Most of the time on a tripod, Clara’s camera is also moving. She never talks to the camera but somehow, I could feel the camera’s presence. Could the camera be a character, and could it reassure Clara? As Ingmar Bergman once said: “Isn’t art always, to a certain extent, a therapy for the artist?”
Random Patrol (Dir. Yohan Guignard)
In Oklahoma City’s suburbs (USA), Matt is an ordinary policeman and has to check that everything is in order. On his random patrol, french director Yohan Guignard followed and interviewed him for thirty minutes. Behind his sunglasses, no emotion seems to show on Matt’s face.
While we see the copy-pasted houses through Matt’s car window, the neighborhood seems rather empty and falsely peaceful.
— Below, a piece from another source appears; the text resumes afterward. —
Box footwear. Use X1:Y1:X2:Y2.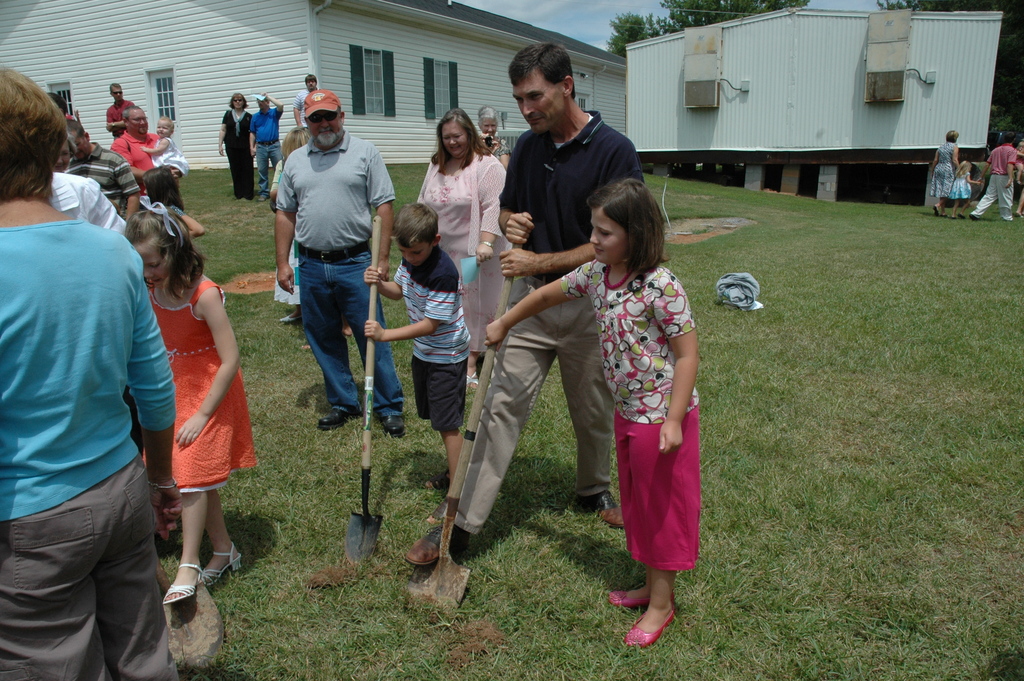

Hand on the gun when a citizen talks to him, Matt shares to Yohan his obsessed fear of dying. As police brutality got more recognition in the USA (and in other countries as well), the media and population seem to have dehumanized police men. Somehow, this documentary plays on a paradox where director Yohan Guignard gave the voice to a policeman ; but a policeman who got purged from his humanity and compassion, distanced from the people and citizens from his own hometown. Having a glance at who Matt is as an individual was quite impactful, he opens up for a little while and we can see his humanness. The balance between Matt representing an institution and him being a human seems tricky for him. This film brings nuances to the media’s representation of policemen, it made me wonder: do we criticize the institution or the men?
Kindertotenlieder (Dir. Virgil Vernier)
On October 27th 2005, teenagers Zyed Benna and Bouna Traoré, who lived in Clichy-sous-Bois (Paris’ suburbs), were controlled by the police but they ran and were hunted by policemen. They got trapped into electric units and got electrocuted. Three days later, tear grenades were shot by forces of order near a mosque of the neighborhood while people were praying. Those dramatic events started major riots. Not as a wide and influential as an event as the Black Lives Matter Movement triggered by George Floyd’s death, the 2005 riots are part of the French contemporary history – it is the longest and most important riots since May 68, France’s major civil unrest movement of the 20th Century.
Director Virgil Vernier, with the authorization of TF1 (France’s main television channel), uses old TV footage to make this film Kindertotenlieder and reflects on those riots. Without the voice-over and journalistic comments, the editing and combination of all those archives give off a powerful message on French suburbs’ living conditions and the representation of Parisian suburbs in mainstream media.
The voices were given to the population of the neighborhood, most of them were scared and worried, families with children, people with little salaries staying up all night looking after their cars. The kids conducting the riots were almost never interviewed, their frustration and anger only manifested through what was described as chaos. While most of the interviewed people shared their fears, some people focused on their experience as people of color, facing facial discrimination from the police.
By words and action, people were only asking for justice and a more accurate idea of equality (as the french motto says “Liberté, égalité, fraternité” – “Liberty, equality, fraternity”). In response, the government chose confrontation and violence. In the wake of the Yellow Vests (“Gilets Jaunes”) movement, which sparked in late 2018 in France, violence and brutality from the police, once again came to the surface, therefore bringing another question: when will “forces of order” become “gardiens de la paix” (literal translation : “peace guardians”) again? In this regard, Virgil Vernier’s film echoes David Dufresnes’ The Monopoly of Violence in which a group of citizens question and confront their views on the social order, and the legitimacy of the use of violent police force.